Organizers of Yale’s eighth annual Trans/gender Awareness Week, which started Tuesday, are broadening the event’s scope in an effort to reach more students.

In an effort to broaden the event’s focus, the awareness week has been expanded to two full weeks, renamed by adding the “gender” portion to its title and will continue through Nov. 16. In addition, the five-member organizing committee will bring more guest speakers and try to bring other LGBT student groups into the fold, according to coordinator Seth Weintraub ’11.

“We had lots of events in the past and this year that are not necessarily on ‘trans’ gender identities,” Weintraub said of the event’s programming. “We added ‘/gender’ to focus on issues relevant to everyone, because everyone has a gender identity.”

On Monday, Coordinator Ryan Mendias ’11 is organizing a talk with University of California, Berkeley biology professor Julia Serano titled “Putting the Femininity back into Feminism.” Serano’s lecture is co-sponsored by the Women’s Center and sororities Kappa Kappa Gamma and Pi Beta Phi. Mendias said he hopes involvement from mainstream campus groups such as sororities will make Trans/gender Awareness Week more accessible to students.

Organizers are also making an effort to help students consider gender issues on a personal level. During Tuesday’s Trans 101 Workshop — the opening event of the two-week series — Weintraub asked the 15 participants present to make a mental map of their gender expression, gender attribution and gender identity. Everyone finds gaps between those points, Weintraub explained, though the size of these gaps differ for every person. The larger they are, she explained, the more “discomfort” a person may feel.

Mariana Soberon ’13, one of event’s five coordinators, said Weintraub’s thought experiment will make students less prone to label individuals who do not present gender in a conventional way as the “other” and encourage them to think more carefully about their own gender.

“I think sometimes we overlook gender,” Soberon said. “I don’t think a lot of people just wake up in the morning and ponder their gender presentation if they wear this or that shirt.”

As the group tries to bring trans issues to the Yale community, they are also coming to the forefront of the LGBT community. Maria Trumpler, director of the Office of LGBTQ Resources, which is cosponsoring the event, said that as the public’s understanding of trans issues becomes more sophisticated, people are more willing to discuss them.

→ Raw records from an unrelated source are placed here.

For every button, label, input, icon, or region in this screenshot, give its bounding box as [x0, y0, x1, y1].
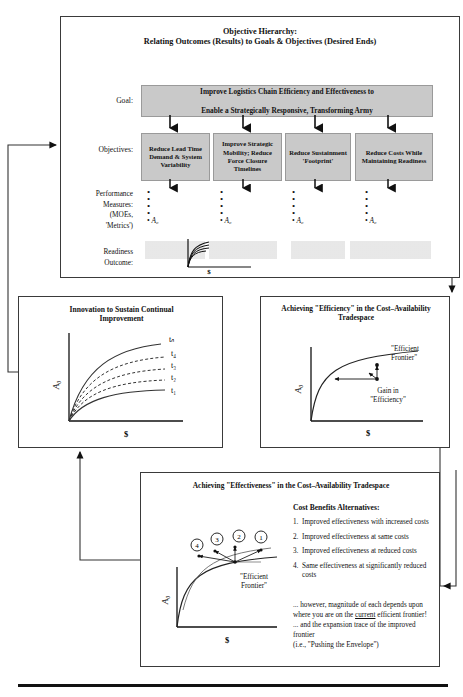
innovation-title-line2: Improvement	[27, 314, 216, 323]
note1-b: efficient frontier!	[375, 611, 426, 619]
effectiveness-frontier-label: "Efficient Frontier"	[223, 573, 285, 591]
effectiveness-x-axis-label: $	[225, 635, 230, 645]
efficiency-frontier-label: "Efficient Frontier"	[391, 345, 449, 363]
measures-column-3: • • • • • A₀	[292, 189, 332, 224]
measure-bullet: •	[220, 189, 260, 196]
note-line-3: (i.e., "Pushing the Envelope")	[293, 641, 435, 651]
connector-into-effectiveness	[444, 470, 456, 586]
list-item: 4. Same effectiveness at significantly r…	[293, 562, 433, 581]
pm-label-line1: Performance	[61, 189, 133, 200]
measure-bullet: •	[220, 196, 260, 203]
item-number: 3.	[293, 547, 302, 557]
list-item: 3. Improved effectiveness at reduced cos…	[293, 547, 433, 557]
measures-column-2: • • • • • A₀	[220, 189, 260, 224]
eff-frontier-line2: Frontier"	[223, 582, 285, 591]
measure-bullet: •	[365, 203, 405, 210]
gain-label-line2: "Efficiency"	[353, 396, 423, 405]
measure-bullet: •	[365, 189, 405, 196]
efficiency-x-axis-label: $	[366, 428, 371, 438]
measure-symbol: • A₀	[292, 217, 332, 224]
efficiency-title-line1: Achieving "Efficiency" in the Cost–Avail…	[267, 304, 445, 313]
measure-bullet: •	[147, 196, 187, 203]
efficiency-panel-title: Achieving "Efficiency" in the Cost–Avail…	[267, 304, 445, 323]
bottom-divider	[18, 684, 448, 687]
note-line-1: ... however, magnitude of each depends u…	[293, 601, 435, 620]
measure-bullet: •	[365, 196, 405, 203]
goal-box: Improve Logistics Chain Efficiency and E…	[141, 85, 433, 117]
marker-3: 3	[215, 536, 219, 544]
measures-column-1: • • • • • A₀	[147, 189, 187, 224]
ro-label-line2: Outcome:	[61, 258, 133, 269]
item-number: 1.	[293, 518, 302, 528]
cost-benefits-list: 1. Improved effectiveness with increased…	[293, 518, 433, 586]
innovation-chart: A₀ $ tₙ t₄ t₃ t₂ t₁	[43, 329, 218, 441]
frontier-label-line1: "Efficient	[391, 345, 449, 354]
objective-box-3: Reduce Sustainment 'Footprint'	[285, 133, 351, 181]
effectiveness-panel: Achieving "Effectiveness" in the Cost–Av…	[140, 472, 440, 667]
item-number: 4.	[293, 562, 302, 581]
curve-label-tn: tₙ	[169, 335, 174, 344]
innovation-title-line1: Innovation to Sustain Continual	[27, 305, 216, 314]
objective-box-4: Reduce Costs While Maintaining Readiness	[355, 133, 433, 181]
panel-title-line2: Relating Outcomes (Results) to Goals & O…	[61, 37, 459, 47]
curve-label-t2: t₂	[171, 373, 176, 382]
note-line-2: ... and the expansion trace of the impro…	[293, 621, 435, 640]
efficiency-gain-label: Gain in "Efficiency"	[353, 387, 423, 405]
measure-symbol-text: A₀	[369, 216, 376, 225]
measure-symbol-text: A₀	[296, 216, 303, 225]
measure-symbol-text: A₀	[224, 216, 231, 225]
efficiency-y-axis-label: A₀	[293, 385, 303, 395]
effectiveness-panel-title: Achieving "Effectiveness" in the Cost–Av…	[147, 481, 435, 490]
measure-bullet: •	[220, 203, 260, 210]
item-text: Improved effectiveness at reduced costs	[302, 547, 433, 557]
ro-label-line1: Readiness	[61, 247, 133, 258]
pm-label-line4: 'Metrics')	[61, 221, 133, 232]
innovation-panel-title: Innovation to Sustain Continual Improvem…	[27, 305, 216, 324]
readiness-outcome-label: Readiness Outcome:	[61, 247, 133, 268]
objective-hierarchy-panel: Objective Hierarchy: Relating Outcomes (…	[60, 16, 460, 278]
innovation-x-axis-label: $	[124, 429, 129, 439]
objective-box-1: Reduce Lead Time Demand & System Variabi…	[141, 133, 210, 181]
note1-underline: current	[355, 611, 375, 619]
marker-2: 2	[237, 533, 241, 541]
measure-symbol: • A₀	[147, 217, 187, 224]
innovation-panel: Innovation to Sustain Continual Improvem…	[18, 296, 223, 448]
performance-measures-label: Performance Measures: (MOEs, 'Metrics')	[61, 189, 133, 231]
curve-label-t4: t₄	[171, 349, 176, 358]
measure-bullet: •	[147, 203, 187, 210]
efficiency-panel: Achieving "Efficiency" in the Cost–Avail…	[260, 296, 450, 448]
measure-symbol: • A₀	[220, 217, 260, 224]
measure-bullet: •	[292, 196, 332, 203]
pm-label-line3: (MOEs,	[61, 210, 133, 221]
curve-label-t3: t₃	[171, 361, 176, 370]
connector-effectiveness-to-innovation	[80, 452, 140, 560]
readiness-x-axis-label: $	[207, 268, 211, 276]
measure-bullet: •	[292, 203, 332, 210]
list-item: 2. Improved effectiveness at same costs	[293, 533, 433, 543]
marker-4: 4	[195, 542, 199, 550]
goal-text-line2: Enable a Strategically Responsive, Trans…	[200, 106, 374, 115]
pm-label-line2: Measures:	[61, 200, 133, 211]
measure-bullet: •	[147, 189, 187, 196]
objective-box-3-text: Reduce Sustainment 'Footprint'	[286, 149, 350, 166]
cost-benefits-notes: ... however, magnitude of each depends u…	[293, 601, 435, 652]
item-text: Improved effectiveness with increased co…	[302, 518, 433, 528]
goal-text-line1: Improve Logistics Chain Efficiency and E…	[200, 87, 374, 96]
measure-symbol-text: A₀	[151, 216, 158, 225]
frontier-label-line2: Frontier"	[391, 354, 449, 363]
goal-to-objective-arrows	[61, 115, 461, 135]
item-number: 2.	[293, 533, 302, 543]
item-text: Same effectiveness at significantly redu…	[302, 562, 433, 581]
panel-title: Objective Hierarchy: Relating Outcomes (…	[61, 27, 459, 48]
readiness-outcome-chart: $	[179, 239, 259, 275]
item-text: Improved effectiveness at same costs	[302, 533, 433, 543]
effectiveness-y-axis-label: A₀	[160, 596, 170, 606]
gain-label-line1: Gain in	[353, 387, 423, 396]
eff-frontier-line1: "Efficient	[223, 573, 285, 582]
objective-box-2: Improve Strategic Mobility; Reduce Force…	[213, 133, 282, 181]
panel-title-line1: Objective Hierarchy:	[61, 27, 459, 37]
cost-benefits-heading: Cost Benefits Alternatives:	[293, 503, 379, 512]
objectives-row-label: Objectives:	[61, 145, 133, 154]
measures-column-4: • • • • • A₀	[365, 189, 405, 224]
connector-efficiency-to-effectiveness	[440, 448, 444, 586]
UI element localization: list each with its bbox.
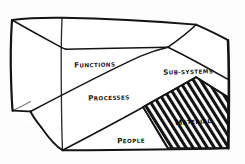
face-label-material: MATERIAL: [175, 110, 212, 128]
face-label-processes: PROCESSES: [88, 86, 130, 103]
face-label-people-text: EOPLE: [123, 138, 145, 145]
face-label-people: PEOPLE: [117, 130, 145, 147]
face-label-functions-text: UNCTIONS: [79, 61, 115, 68]
face-label-sub-systems: SUB-SYSTEMS: [163, 60, 213, 77]
face-label-processes-text: ROCESSES: [94, 94, 130, 101]
face-label-functions: FUNCTIONS: [74, 53, 116, 70]
face-label-sub-systems-text: UB-SYSTEMS: [169, 68, 214, 75]
face-label-material-text: ATERIAL: [183, 118, 212, 125]
diagram-canvas: FUNCTIONS SUB-SYSTEMS PROCESSES MATERIAL…: [0, 0, 245, 164]
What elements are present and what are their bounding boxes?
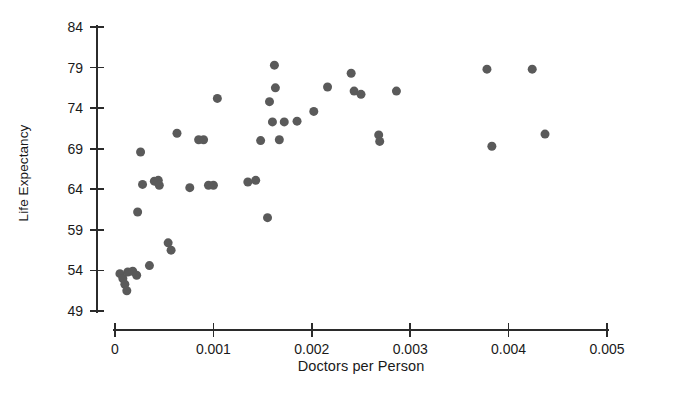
data-point [309, 107, 318, 116]
data-point [275, 135, 284, 144]
data-point [541, 130, 550, 139]
data-point [323, 83, 332, 92]
data-point [209, 181, 218, 190]
x-axis: 00.0010.0020.0030.0040.005 [111, 323, 625, 357]
y-tick-label: 74 [67, 100, 83, 116]
data-point [167, 246, 176, 255]
data-point [132, 271, 141, 280]
data-point [487, 142, 496, 151]
data-point [145, 261, 154, 270]
data-point [375, 137, 384, 146]
data-point [136, 147, 145, 156]
y-axis: 4954596469747984 [67, 19, 104, 319]
data-point [528, 65, 537, 74]
data-point [280, 117, 289, 126]
x-tick-label: 0.004 [491, 341, 526, 357]
x-tick-label: 0.005 [589, 341, 624, 357]
data-point [482, 65, 491, 74]
x-tick-label: 0.003 [393, 341, 428, 357]
data-points-layer [115, 61, 549, 296]
data-point [199, 135, 208, 144]
data-point [243, 177, 252, 186]
y-tick-label: 54 [67, 262, 83, 278]
data-point [155, 181, 164, 190]
data-point [256, 136, 265, 145]
scatter-plot-figure: Life Expectancy Doctors per Person 49545… [0, 0, 689, 410]
plot-canvas: 4954596469747984 00.0010.0020.0030.0040.… [0, 0, 689, 410]
y-tick-label: 64 [67, 181, 83, 197]
data-point [138, 180, 147, 189]
data-point [265, 97, 274, 106]
y-tick-label: 49 [67, 303, 83, 319]
data-point [268, 117, 277, 126]
data-point [251, 176, 260, 185]
data-point [347, 69, 356, 78]
data-point [293, 117, 302, 126]
x-tick-label: 0.001 [196, 341, 231, 357]
y-tick-label: 69 [67, 141, 83, 157]
y-tick-label: 79 [67, 60, 83, 76]
data-point [122, 286, 131, 295]
data-point [271, 83, 280, 92]
data-point [185, 183, 194, 192]
x-tick-label: 0 [111, 341, 119, 357]
data-point [392, 87, 401, 96]
data-point [172, 129, 181, 138]
data-point [357, 90, 366, 99]
data-point [270, 61, 279, 70]
y-tick-label: 84 [67, 19, 83, 35]
data-point [263, 213, 272, 222]
y-tick-label: 59 [67, 222, 83, 238]
x-tick-label: 0.002 [294, 341, 329, 357]
data-point [133, 208, 142, 217]
data-point [213, 94, 222, 103]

Weintraub called trans issues the “next frontier in LGBT civil rights politics,” and said the first step toward political rights for transgender individuals is public education and acceptance.

“Trans Week is often called the gender equivalent of Pride Month,” Weintraub said. “What Pride Month is to sexuality, Trans Week is to gender.”

For the first time, Trans/gender Awareness Week will include a headline event.

On Saturday, organizers will host a screening of the Oscar award-winning 1999 film “Boys Don’t Cry” and a question and answer session with the film’s director, Kimberly Peirce.